American Petroleum Institute (API): The API sets the industry standards you already work with. Their certification programs (API 653, API 570, API 510) are the gold standard for tank, piping, and pressure vessel inspection. Some of these require work experience — your military fuels time counts. API also offers training courses and industry networking events.
Petroleum Equipment Institute (PEI): PEI focuses on fuel storage and dispensing equipment. Membership gives you access to technical standards, training resources, and an industry network of fuel equipment professionals. Their annual conference (NACS/PEI) is a major networking opportunity.
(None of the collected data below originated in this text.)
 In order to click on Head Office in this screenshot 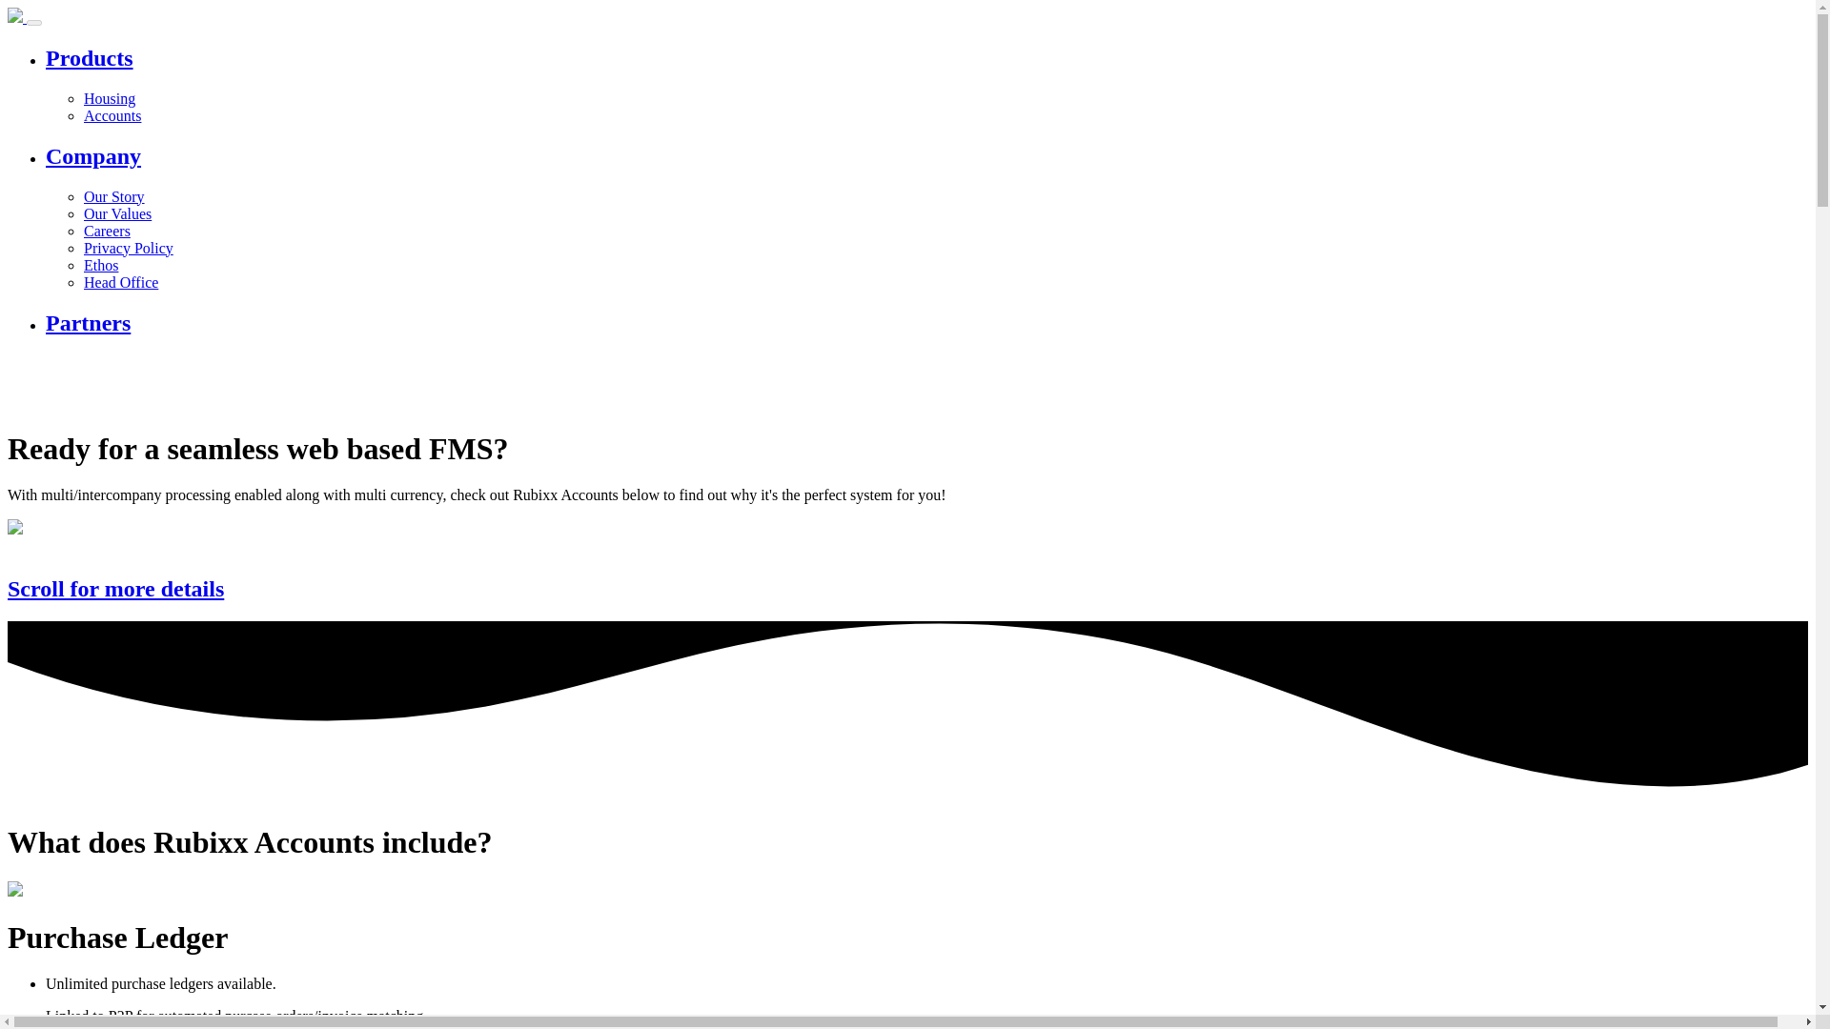, I will do `click(120, 282)`.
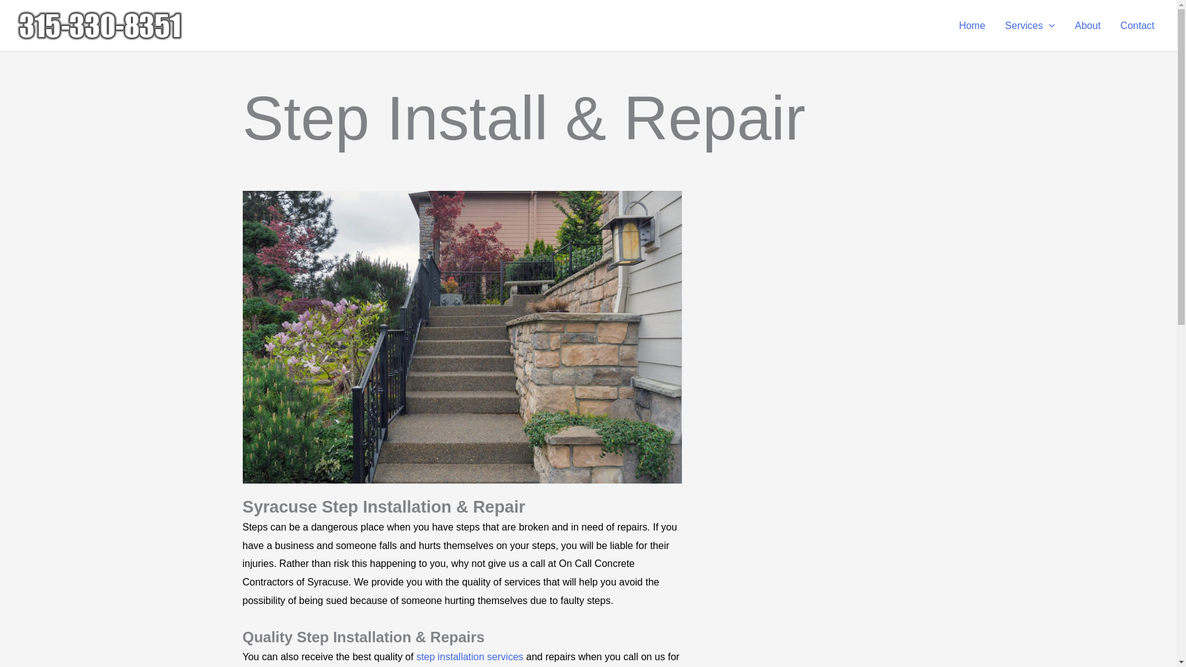 The image size is (1186, 667). I want to click on Home, so click(972, 25).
NFPA Fuel Safety Standards: The National Fire Protection Association publishes NFPA 30 (Flammable and Combustible Liquids Code) and NFPA 407 (Aircraft Fuel Servicing) — standards you have already been working under. Familiarity with these is a resume differentiator for safety-focused fuel roles.
Trade Apprenticeships: For hands-on pipeline, refinery, or fuel systems careers, explore Helmets to Hardhats apprenticeship programs. Many energy companies offer paid apprenticeships that accept military experience toward completion hours.
Environmental and Safety Careers: Your HAZMAT, SPCC, and EPA compliance experience positions you well for EHS (Environmental Health and Safety) roles. Start with the OSHA 30-Hour General Industry or Construction course — available online and often covered by GI Bill. The Best Certifications for Veterans guide covers the full landscape of valuable credentials.
Logistics and Supply Chain: Your fuel distribution and inventory management experience translates directly to supply chain roles. Look into APICS CSCP or CLTD certifications — your fuel logistics background counts toward experience requirements. The Best Careers for Veterans guide highlights logistics as a top field for military veterans.
Project Management: Fuels supervisors and NCOs with experience managing refueling operations, facility upgrades, or deployment fuel plans have documented project hours. The PMP certification from PMI requires 36 months of project leadership experience — military fuels operations count. Cost is approximately $555 for PMI members.
Resume and Career Tools: Build your transition resume at Best Military Resume. Use the career crosswalk tool to explore civilian jobs matched to your AFSC. For cover letter guidance, see the Military-to-Civilian Cover Letter Template.
Related AFSCs: If you are researching transition paths, you may also find useful overlap with AF 2T2X1 Air Transportation and Navy Boatswain's Mate (BM) — both share logistics and hazardous materials handling skill sets.